- From: Bijan Parsia <bparsia@cs.man.ac.uk>
- Date: Tue, 5 Oct 2010 23:03:46 +0100
- To: Adrian Walker <adriandwalker@gmail.com>
- Cc: Pavel Klinov <pklinov@cs.man.ac.uk>, public-owl-dev@w3.org
On 5 Oct 2010, at 22:29, Adrian Walker wrote: > Hi Pavel -- > > A belated reply to your note. > > The question I'm worrying at is that I'd like to understand what we buy with the added complexity of OWL over rules. Actually, I don't think it is. > You wrote: I'm not sure which semantics > your system implements. The system is based on the model theoretic semantics in [1], with decidable and terminating computation as in [2]. See, you *could* answer concretely here, but you don't. You could respond to the characterisation that Pavel and I conjectured, but you don't. Looking at: http://oai.cwi.nl/oai/asset/10404/10404A.pdf I see you interpret in minimal models. It's just Datalog. So, DL Safe rules is the closest. And Pavel is quite correct. > ...it would not entail, for example, that some subset of Person love cats (e.g. "men love cats" although men are persons). > > This also seems easy using rules, as follows [3] > > some-class1 is a subclass of some-class2 > all people in that-class2 love items in some-class > --------------------------------------------------- > all people in that-class1 love items in that-class He didn't say that you couldn't create some sort of program that did something which one can loosely interpret as that inference.

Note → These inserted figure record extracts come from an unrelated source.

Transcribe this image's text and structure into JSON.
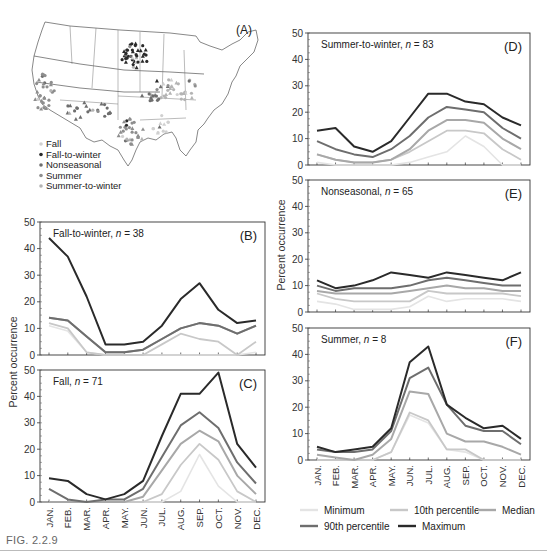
{
  "figure": {
    "caption": "FIG. 2.2.9",
    "shared_ylabel": "Percent occurrence",
    "months": [
      "JAN.",
      "FEB.",
      "MAR.",
      "APR.",
      "MAY.",
      "JUN.",
      "JUL.",
      "AUG.",
      "SEP.",
      "OCT.",
      "NOV.",
      "DEC."
    ],
    "series_colors": {
      "Minimum": "#e4e4e4",
      "10th percentile": "#c8c8c8",
      "Median": "#a8a8a8",
      "90th percentile": "#6e6e6e",
      "Maximum": "#2a2a2a"
    },
    "legend": [
      {
        "label": "Minimum",
        "color": "#e4e4e4"
      },
      {
        "label": "10th percentile",
        "color": "#c8c8c8"
      },
      {
        "label": "Median",
        "color": "#a8a8a8"
      },
      {
        "label": "90th percentile",
        "color": "#6e6e6e"
      },
      {
        "label": "Maximum",
        "color": "#2a2a2a"
      }
    ]
  },
  "map": {
    "label": "(A)",
    "legend": [
      {
        "label": "Fall",
        "color": "#d0d0d0"
      },
      {
        "label": "Fall-to-winter",
        "color": "#2a2a2a"
      },
      {
        "label": "Nonseasonal",
        "color": "#6e6e6e"
      },
      {
        "label": "Summer",
        "color": "#8e8e8e"
      },
      {
        "label": "Summer-to-winter",
        "color": "#b4b4b4"
      }
    ]
  },
  "chart_data": [
    {
      "panel": "(B)",
      "type": "line",
      "title": "Fall-to-winter, n = 38",
      "group": "Fall-to-winter",
      "n": 38,
      "xlabel": "",
      "ylabel": "Percent occurrence",
      "ylim": [
        0,
        50
      ],
      "yticks": [
        0,
        10,
        20,
        30,
        40,
        50
      ],
      "categories": [
        "JAN.",
        "FEB.",
        "MAR.",
        "APR.",
        "MAY.",
        "JUN.",
        "JUL.",
        "AUG.",
        "SEP.",
        "OCT.",
        "NOV.",
        "DEC."
      ],
      "series": [
        {
          "name": "Minimum",
          "values": [
            11,
            9,
            1,
            0,
            0,
            0,
            0,
            0,
            0,
            0,
            0,
            1
          ]
        },
        {
          "name": "10th percentile",
          "values": [
            12,
            10,
            1,
            0,
            0,
            0,
            4,
            8,
            6,
            5,
            0,
            5
          ]
        },
        {
          "name": "Median",
          "values": [
            14,
            13,
            7,
            1,
            1,
            2,
            6,
            10,
            12,
            11,
            8,
            11
          ]
        },
        {
          "name": "90th percentile",
          "values": [
            14,
            13,
            7,
            1,
            1,
            2,
            6,
            10,
            12,
            11,
            8,
            11
          ]
        },
        {
          "name": "Maximum",
          "values": [
            44,
            37,
            22,
            4,
            4,
            5,
            11,
            21,
            27,
            17,
            12,
            13
          ]
        }
      ]
    },
    {
      "panel": "(C)",
      "type": "line",
      "title": "Fall, n = 71",
      "group": "Fall",
      "n": 71,
      "xlabel": "",
      "ylabel": "Percent occurrence",
      "ylim": [
        0,
        50
      ],
      "yticks": [
        0,
        10,
        20,
        30,
        40,
        50
      ],
      "categories": [
        "JAN.",
        "FEB.",
        "MAR.",
        "APR.",
        "MAY.",
        "JUN.",
        "JUL.",
        "AUG.",
        "SEP.",
        "OCT.",
        "NOV.",
        "DEC."
      ],
      "series": [
        {
          "name": "Minimum",
          "values": [
            0,
            0,
            0,
            0,
            0,
            0,
            0,
            4,
            18,
            6,
            0,
            0
          ]
        },
        {
          "name": "10th percentile",
          "values": [
            0,
            0,
            0,
            0,
            0,
            0,
            3,
            14,
            22,
            16,
            4,
            0
          ]
        },
        {
          "name": "Median",
          "values": [
            0,
            0,
            0,
            0,
            0,
            2,
            12,
            22,
            27,
            23,
            10,
            3
          ]
        },
        {
          "name": "90th percentile",
          "values": [
            5,
            1,
            0,
            1,
            1,
            5,
            17,
            29,
            34,
            28,
            15,
            7
          ]
        },
        {
          "name": "Maximum",
          "values": [
            9,
            8,
            3,
            1,
            3,
            8,
            25,
            41,
            41,
            49,
            22,
            13
          ]
        }
      ]
    },
    {
      "panel": "(D)",
      "type": "line",
      "title": "Summer-to-winter, n = 83",
      "group": "Summer-to-winter",
      "n": 83,
      "xlabel": "",
      "ylabel": "Percent occurrence",
      "ylim": [
        0,
        50
      ],
      "yticks": [
        0,
        10,
        20,
        30,
        40,
        50
      ],
      "categories": [
        "JAN.",
        "FEB.",
        "MAR.",
        "APR.",
        "MAY.",
        "JUN.",
        "JUL.",
        "AUG.",
        "SEP.",
        "OCT.",
        "NOV.",
        "DEC."
      ],
      "series": [
        {
          "name": "Minimum",
          "values": [
            1,
            0,
            0,
            0,
            0,
            1,
            3,
            5,
            11,
            7,
            0,
            0
          ]
        },
        {
          "name": "10th percentile",
          "values": [
            4,
            2,
            1,
            1,
            2,
            5,
            9,
            13,
            13,
            12,
            6,
            2
          ]
        },
        {
          "name": "Median",
          "values": [
            4,
            2,
            1,
            1,
            2,
            6,
            13,
            17,
            17,
            16,
            10,
            6
          ]
        },
        {
          "name": "90th percentile",
          "values": [
            9,
            6,
            4,
            3,
            6,
            11,
            18,
            22,
            21,
            20,
            14,
            10
          ]
        },
        {
          "name": "Maximum",
          "values": [
            13,
            14,
            7,
            5,
            9,
            18,
            27,
            27,
            24,
            23,
            18,
            15
          ]
        }
      ]
    },
    {
      "panel": "(E)",
      "type": "line",
      "title": "Nonseasonal, n = 65",
      "group": "Nonseasonal",
      "n": 65,
      "xlabel": "",
      "ylabel": "Percent occurrence",
      "ylim": [
        0,
        50
      ],
      "yticks": [
        0,
        10,
        20,
        30,
        40,
        50
      ],
      "categories": [
        "JAN.",
        "FEB.",
        "MAR.",
        "APR.",
        "MAY.",
        "JUN.",
        "JUL.",
        "AUG.",
        "SEP.",
        "OCT.",
        "NOV.",
        "DEC."
      ],
      "series": [
        {
          "name": "Minimum",
          "values": [
            4,
            3,
            1,
            1,
            1,
            2,
            6,
            4,
            5,
            5,
            5,
            4
          ]
        },
        {
          "name": "10th percentile",
          "values": [
            7,
            5,
            4,
            4,
            4,
            4,
            8,
            7,
            7,
            7,
            7,
            6
          ]
        },
        {
          "name": "Median",
          "values": [
            8,
            7,
            7,
            7,
            7,
            8,
            9,
            10,
            9,
            9,
            8,
            8
          ]
        },
        {
          "name": "90th percentile",
          "values": [
            10,
            8,
            9,
            9,
            9,
            10,
            12,
            13,
            12,
            11,
            10,
            10
          ]
        },
        {
          "name": "Maximum",
          "values": [
            12,
            9,
            10,
            12,
            15,
            14,
            13,
            15,
            14,
            13,
            12,
            15
          ]
        }
      ]
    },
    {
      "panel": "(F)",
      "type": "line",
      "title": "Summer, n = 8",
      "group": "Summer",
      "n": 8,
      "xlabel": "",
      "ylabel": "Percent occurrence",
      "ylim": [
        0,
        50
      ],
      "yticks": [
        0,
        10,
        20,
        30,
        40,
        50
      ],
      "categories": [
        "JAN.",
        "FEB.",
        "MAR.",
        "APR.",
        "MAY.",
        "JUN.",
        "JUL.",
        "AUG.",
        "SEP.",
        "OCT.",
        "NOV.",
        "DEC."
      ],
      "series": [
        {
          "name": "Minimum",
          "values": [
            0,
            0,
            0,
            0,
            3,
            17,
            14,
            4,
            3,
            0,
            0,
            0
          ]
        },
        {
          "name": "10th percentile",
          "values": [
            0,
            0,
            0,
            0,
            3,
            18,
            15,
            4,
            4,
            0,
            0,
            0
          ]
        },
        {
          "name": "Median",
          "values": [
            2,
            1,
            0,
            2,
            8,
            26,
            25,
            10,
            7,
            7,
            5,
            2
          ]
        },
        {
          "name": "90th percentile",
          "values": [
            4,
            3,
            3,
            4,
            11,
            31,
            35,
            21,
            13,
            11,
            11,
            6
          ]
        },
        {
          "name": "Maximum",
          "values": [
            5,
            3,
            4,
            5,
            12,
            37,
            43,
            21,
            16,
            12,
            13,
            8
          ]
        }
      ]
    }
  ]
}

And, of course, it would help if you used a standard notation. (First order would be fine.) Markus posted links to his papers and his dissertation which discuss the representation problem in detail. Why not, you know, at least skim them to determine *the representation task*? Then you can try to, you know, perform it. To put it another way, where's your proof that your representation above is equi-satisfiable with the various OWL versions? If it is not, then you haven't solved it. The burden of proof is, obviously, on you. Cheers, Bijan.